La maschera del demonio premiered in Rome in August 1960, shortly after the Italian horror film—dormant since the commercial failure of I vampiri— had been revived by another quickie inspired by the success of Dracula il vampiro: L’amante del vampiro/The Vampire and the Ballerina. Written by Ernesto Gastaldi and directed by Renato Polselli, L’amante del vampiro proved only a moderate success. Bava’s directorial debut earned even more—an estimated 140 million lire [$87,000]—but this was probably little more than a break-even figure; if its earnings had ended there, the en- deavor would hardly have been worth the bother. In retrospect, it is inter- esting to note that both of these films were signed with their directors’ own Italian names, not with English pseud- onyms, which may have been the very thing that prevented them from achieving popularity in Rome as they would elsewhere around the world. When La maschera del demonio was sold to other European coun- tries, it received plaudits far in ex- cess of its homeland reception. It was particularly well-received in France, where the respected magazine Positif acknowledged the film’s importance by putting Barbara Steele’s Princess Katia, flanked by her two hounds, on the front cover of their July 1961 edition. And when it was released in the United States by American International Pictures—under the title Black Sunday—it became an im- mediate hit with genre fans, who praised it as a perfect hybrid of clas- sic and contemporary horror cinema. As mentioned earlier, Samuel Z.
Arkoff and his partner James H. Nicholson began acquiring Italian films for AIP in 1959, with the help of Fulvio Lucisano, a Roman talent agent with a few modest production credits to his name. Sword-and-sandal pic- tures were inexpensive to acquire and performed well in the wake of Her- cules, so Arkoff and Nicholson began to pick up every halfway-decent, ex- ploitable picture Lucisano could find
PRINCESS KATIA’s first appearance, an image copied by numerous horror film directors from Rafael Baledón to Jean Rollin.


EXERCISE BRIEF: Find the line containing "Image resolution: width=601", then output it and every line after it through the end of the listing below, exactly as written.

RECORDS PROVIDED:
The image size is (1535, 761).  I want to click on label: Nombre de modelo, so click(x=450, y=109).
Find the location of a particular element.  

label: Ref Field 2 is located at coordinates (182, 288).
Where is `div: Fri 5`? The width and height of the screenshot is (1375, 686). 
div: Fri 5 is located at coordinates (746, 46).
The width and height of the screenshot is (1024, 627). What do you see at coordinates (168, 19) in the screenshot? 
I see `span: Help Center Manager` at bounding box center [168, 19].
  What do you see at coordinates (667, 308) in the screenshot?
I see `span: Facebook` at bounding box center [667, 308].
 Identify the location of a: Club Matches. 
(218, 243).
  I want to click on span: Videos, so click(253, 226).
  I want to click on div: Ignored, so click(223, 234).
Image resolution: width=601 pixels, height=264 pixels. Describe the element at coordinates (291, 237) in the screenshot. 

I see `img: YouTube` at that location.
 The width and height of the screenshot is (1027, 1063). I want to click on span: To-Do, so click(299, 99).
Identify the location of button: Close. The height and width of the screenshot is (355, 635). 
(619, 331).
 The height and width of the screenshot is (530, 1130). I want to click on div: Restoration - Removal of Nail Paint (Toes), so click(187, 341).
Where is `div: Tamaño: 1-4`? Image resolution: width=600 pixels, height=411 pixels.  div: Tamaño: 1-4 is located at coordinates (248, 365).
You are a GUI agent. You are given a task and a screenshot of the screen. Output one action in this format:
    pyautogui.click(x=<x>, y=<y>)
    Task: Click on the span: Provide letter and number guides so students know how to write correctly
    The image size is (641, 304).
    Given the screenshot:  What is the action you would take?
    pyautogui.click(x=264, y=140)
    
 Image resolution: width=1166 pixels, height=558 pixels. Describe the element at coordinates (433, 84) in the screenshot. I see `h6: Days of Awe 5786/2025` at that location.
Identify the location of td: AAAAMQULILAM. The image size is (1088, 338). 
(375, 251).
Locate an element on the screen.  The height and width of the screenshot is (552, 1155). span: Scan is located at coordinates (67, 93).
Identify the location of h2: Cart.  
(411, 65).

YOUR SOLUTION:
Image resolution: width=601 pixels, height=264 pixels. Describe the element at coordinates (291, 237) in the screenshot. 

I see `img: YouTube` at that location.
 The width and height of the screenshot is (1027, 1063). I want to click on span: To-Do, so click(299, 99).
Identify the location of button: Close. The height and width of the screenshot is (355, 635). 
(619, 331).
 The height and width of the screenshot is (530, 1130). I want to click on div: Restoration - Removal of Nail Paint (Toes), so click(187, 341).
Where is `div: Tamaño: 1-4`? Image resolution: width=600 pixels, height=411 pixels.  div: Tamaño: 1-4 is located at coordinates (248, 365).
You are a GUI agent. You are given a task and a screenshot of the screen. Output one action in this format:
    pyautogui.click(x=<x>, y=<y>)
    Task: Click on the span: Provide letter and number guides so students know how to write correctly
    The image size is (641, 304).
    Given the screenshot:  What is the action you would take?
    pyautogui.click(x=264, y=140)
    
 Image resolution: width=1166 pixels, height=558 pixels. Describe the element at coordinates (433, 84) in the screenshot. I see `h6: Days of Awe 5786/2025` at that location.
Identify the location of td: AAAAMQULILAM. The image size is (1088, 338). 
(375, 251).
Locate an element on the screen.  The height and width of the screenshot is (552, 1155). span: Scan is located at coordinates (67, 93).
Identify the location of h2: Cart.  
(411, 65).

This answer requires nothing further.